Re: Rotating Josef was Actual Photograph

From: Richard Sullivan ^lt;richsul@earthlink.net>
Date: 03/20/05-10:09:40 AM Z
Message-id: <6.2.0.14.2.20050320085510.082b6e48@MAIL.EARTHLINK.NET>

Katherine,

Gotch beat. I brought in the first Interleaf System back years before
Photoshop and Pagemaker were around. It ran on a 10,000.00 dollar Unix
workstation. It's still being used in book publishing but I just googled
the name and there seems to be a lot of conversion stuff to bring Interleaf
into Framemaker. Interleaf also did images and I had a scanned image of
Bogart, like in Humphry, (imagine a tough guy today with the name of
Humphry!) with a cigarette dangling from his lips. In my demos I used the
cloning tool to remove the cigarette. Total disbelief. Someone once said
that technology that is not understood is not much different from magic. It
was truly magical then.

This was at the City of Los Angeles back in the 80's. Those divisions that
had Interleaf fought tooth and nail against what they thought were junior
upstarts of Pagemaker and Photoshops. They were thought of as amateur
tools and unfit for real work. I wasn't so sure then. I managed the New
Technology Divison and was suspected of lunacy when I suggested that the PC
would eventually have a serious impact on mainframes. It's done that pretty
well.

--Dick

At 01:55 AM 3/20/2005, you wrote:
>Richard Sullivan wrote:
> >
> >
> > To be clear about it, I don't have any problem with "digital" per se.
>
>I'll piggyback on here and say ditto, me neither. I was working in
>Photoshop way back when Photoshop was considered a pre-press tool, not
>something that photographers in general might concern themselves with;
>in fact I did some digital demonstrations for photo stores before
>almost anyone was even thinking about digital for photographers. I also
>showed digital (dye-sub) prints for a short time before I discovered gum
>bichromate. And of course I still use Photoshop for adjusting images
>and printing digital negatives.
>
>My distinction is between machine-printed prints and handmade prints as
>art objects, and has nothing to do with the quality of the images,
>except for the obvious qualification that hardly needs to be stated but
>has been stated again and again, that an uninteresting image doesn't
>become more interesting because it's printed as a handmade print. When I
>make the distinction between the two kinds of art objects, I'm assuming
>an equally interesting image with either. As I said before, if I like
>an image, I'm happy to buy a machine print of it, but I expect to pay
>machine-printed prices for it, and in fact when I did show digital
>prints, they were priced from $25-$40.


§ Exercise
Copy all lines below containing "strong".

§ Material supplied
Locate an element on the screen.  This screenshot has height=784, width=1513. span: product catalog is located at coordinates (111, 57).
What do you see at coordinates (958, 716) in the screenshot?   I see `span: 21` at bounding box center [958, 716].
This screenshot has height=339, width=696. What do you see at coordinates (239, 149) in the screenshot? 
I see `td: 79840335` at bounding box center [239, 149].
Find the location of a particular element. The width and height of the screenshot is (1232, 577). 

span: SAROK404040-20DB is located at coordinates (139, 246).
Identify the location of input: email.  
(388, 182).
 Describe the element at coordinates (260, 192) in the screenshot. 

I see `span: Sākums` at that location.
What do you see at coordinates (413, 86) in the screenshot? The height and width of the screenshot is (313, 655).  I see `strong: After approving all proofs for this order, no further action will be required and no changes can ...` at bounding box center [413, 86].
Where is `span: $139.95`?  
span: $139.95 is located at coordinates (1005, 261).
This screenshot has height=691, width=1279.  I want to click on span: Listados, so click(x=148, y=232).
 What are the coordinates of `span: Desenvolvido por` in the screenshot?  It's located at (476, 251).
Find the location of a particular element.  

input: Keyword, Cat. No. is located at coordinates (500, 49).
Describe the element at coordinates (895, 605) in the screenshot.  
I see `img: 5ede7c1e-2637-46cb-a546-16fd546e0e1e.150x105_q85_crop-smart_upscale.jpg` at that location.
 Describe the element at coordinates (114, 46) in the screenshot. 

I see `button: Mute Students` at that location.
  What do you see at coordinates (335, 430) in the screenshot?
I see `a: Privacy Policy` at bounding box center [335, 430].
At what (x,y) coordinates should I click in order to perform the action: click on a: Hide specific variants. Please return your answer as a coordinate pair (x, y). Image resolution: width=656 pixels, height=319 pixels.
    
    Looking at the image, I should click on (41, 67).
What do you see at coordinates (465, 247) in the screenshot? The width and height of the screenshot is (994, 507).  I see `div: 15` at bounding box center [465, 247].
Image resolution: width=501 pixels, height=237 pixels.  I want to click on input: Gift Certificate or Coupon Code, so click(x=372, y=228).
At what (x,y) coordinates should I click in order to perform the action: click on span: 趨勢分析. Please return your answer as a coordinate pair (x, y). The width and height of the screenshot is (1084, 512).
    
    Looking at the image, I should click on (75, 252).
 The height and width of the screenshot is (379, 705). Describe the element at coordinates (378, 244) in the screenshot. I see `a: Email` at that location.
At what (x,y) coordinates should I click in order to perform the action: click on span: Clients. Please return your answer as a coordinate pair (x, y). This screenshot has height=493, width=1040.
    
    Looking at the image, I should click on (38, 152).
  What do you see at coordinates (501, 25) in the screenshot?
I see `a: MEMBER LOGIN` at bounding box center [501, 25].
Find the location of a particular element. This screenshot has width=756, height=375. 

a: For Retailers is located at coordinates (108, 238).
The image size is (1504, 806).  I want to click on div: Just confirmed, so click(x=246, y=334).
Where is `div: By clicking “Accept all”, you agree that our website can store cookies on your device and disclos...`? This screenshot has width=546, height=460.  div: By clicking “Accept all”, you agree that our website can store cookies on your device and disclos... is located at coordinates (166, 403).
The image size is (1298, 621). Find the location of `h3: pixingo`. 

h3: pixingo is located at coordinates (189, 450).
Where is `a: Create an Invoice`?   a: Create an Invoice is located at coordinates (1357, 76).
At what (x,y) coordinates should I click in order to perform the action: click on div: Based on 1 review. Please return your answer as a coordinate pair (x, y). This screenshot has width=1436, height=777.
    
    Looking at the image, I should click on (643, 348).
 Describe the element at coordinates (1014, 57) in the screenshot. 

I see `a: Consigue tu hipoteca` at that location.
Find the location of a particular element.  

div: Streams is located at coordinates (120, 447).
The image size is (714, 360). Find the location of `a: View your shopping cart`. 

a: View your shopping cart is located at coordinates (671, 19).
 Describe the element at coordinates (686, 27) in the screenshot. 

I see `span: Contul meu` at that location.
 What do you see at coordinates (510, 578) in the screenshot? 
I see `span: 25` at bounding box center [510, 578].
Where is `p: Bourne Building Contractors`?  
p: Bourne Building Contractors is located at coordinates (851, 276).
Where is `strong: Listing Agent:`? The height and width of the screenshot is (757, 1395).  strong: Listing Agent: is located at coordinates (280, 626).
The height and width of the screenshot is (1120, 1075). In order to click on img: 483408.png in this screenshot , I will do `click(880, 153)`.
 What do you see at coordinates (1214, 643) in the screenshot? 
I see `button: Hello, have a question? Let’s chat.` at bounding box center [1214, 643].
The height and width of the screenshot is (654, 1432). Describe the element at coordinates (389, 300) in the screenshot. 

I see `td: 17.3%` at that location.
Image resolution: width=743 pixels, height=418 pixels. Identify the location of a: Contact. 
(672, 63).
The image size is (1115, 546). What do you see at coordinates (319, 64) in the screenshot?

§ Solved problem
What do you see at coordinates (413, 86) in the screenshot? The height and width of the screenshot is (313, 655).  I see `strong: After approving all proofs for this order, no further action will be required and no changes can ...` at bounding box center [413, 86].
Where is `strong: Listing Agent:`? The height and width of the screenshot is (757, 1395).  strong: Listing Agent: is located at coordinates (280, 626).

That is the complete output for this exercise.